Signatory countries are thus obliged to address the illegal possession of drugs for personal use, but retain their individual freedom to decide on the exact policies to be adopted. In framing their national laws, EU Member States have interpreted and applied this freedom taking their own characteristics, culture and priorities into account, while maintaining a prohibitive stance. The result is a variety of approaches EU-wide to illicit personal use of drugs and its preparatory acts of possession and acquisition.
Yet, when comparing law with actual practice, national positions within the EU seem less divergent than might be expected. In many countries, judicial and administrative authorities increasingly seek opportunities to discharge offenders, or, failing that, arrangements that stop short of severe criminal punishment.
Key policy issues at a glance
1. The UN drug conventions leave countries room for manoeuvre to control illicit possession of drugs for personal use as they see fit, without rigidly defining specific punishments.
2. Within the EU, laws regulating personal use of drugs vary from country to country. In some, punishment includes prison sentences; in others, possession for personal use has been decriminalised in recent years.

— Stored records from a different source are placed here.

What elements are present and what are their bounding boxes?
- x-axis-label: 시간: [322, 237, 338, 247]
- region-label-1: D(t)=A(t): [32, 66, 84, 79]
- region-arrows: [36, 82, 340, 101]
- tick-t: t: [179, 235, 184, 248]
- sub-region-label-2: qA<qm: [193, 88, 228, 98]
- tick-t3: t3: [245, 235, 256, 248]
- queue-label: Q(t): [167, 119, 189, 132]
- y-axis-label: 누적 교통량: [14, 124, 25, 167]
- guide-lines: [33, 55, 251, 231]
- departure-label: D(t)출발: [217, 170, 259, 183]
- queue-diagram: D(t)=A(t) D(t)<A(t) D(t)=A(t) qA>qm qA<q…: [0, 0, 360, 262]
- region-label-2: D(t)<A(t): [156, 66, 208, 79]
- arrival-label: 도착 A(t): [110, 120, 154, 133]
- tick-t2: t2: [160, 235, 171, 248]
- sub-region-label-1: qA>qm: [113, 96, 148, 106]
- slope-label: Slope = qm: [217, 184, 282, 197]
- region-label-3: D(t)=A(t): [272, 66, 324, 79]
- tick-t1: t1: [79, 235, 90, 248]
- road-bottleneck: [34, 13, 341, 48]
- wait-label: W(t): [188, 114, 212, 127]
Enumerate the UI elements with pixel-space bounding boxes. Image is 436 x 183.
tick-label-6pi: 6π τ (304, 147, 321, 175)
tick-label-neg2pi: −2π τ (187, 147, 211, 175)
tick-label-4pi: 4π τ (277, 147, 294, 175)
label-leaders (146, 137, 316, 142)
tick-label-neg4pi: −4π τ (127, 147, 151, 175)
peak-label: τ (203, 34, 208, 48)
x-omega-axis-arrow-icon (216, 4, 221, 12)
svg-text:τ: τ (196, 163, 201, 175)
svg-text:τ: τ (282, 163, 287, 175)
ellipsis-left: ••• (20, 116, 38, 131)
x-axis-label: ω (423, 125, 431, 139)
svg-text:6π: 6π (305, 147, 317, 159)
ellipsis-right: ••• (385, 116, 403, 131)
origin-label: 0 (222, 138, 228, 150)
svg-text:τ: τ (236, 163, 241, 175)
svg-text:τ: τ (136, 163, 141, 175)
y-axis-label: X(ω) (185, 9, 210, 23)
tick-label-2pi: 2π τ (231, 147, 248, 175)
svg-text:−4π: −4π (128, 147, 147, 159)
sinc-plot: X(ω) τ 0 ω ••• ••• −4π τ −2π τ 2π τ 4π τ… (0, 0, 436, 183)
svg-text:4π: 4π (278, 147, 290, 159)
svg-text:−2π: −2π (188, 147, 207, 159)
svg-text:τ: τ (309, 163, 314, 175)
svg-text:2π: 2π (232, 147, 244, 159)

3. Police action against illicit use and possession of drugs, although differing within and between countries, is generally increasing in the EU.
4. Prosecutors in most Member States now lean towards non-criminal sanctions for drug use and possession offences. But firm action, including imprisonment, is still the usual outcome for addicts who sell drugs or commit property crime, especially when they are reoffenders.
5. Alternatives to criminal prosecution — usually of a therapeutic or social nature — are now widely available across the EU, but their application and effectiveness vary.
6. Programmes offering alternatives to prosecution can benefit from coordination between the justice and health systems.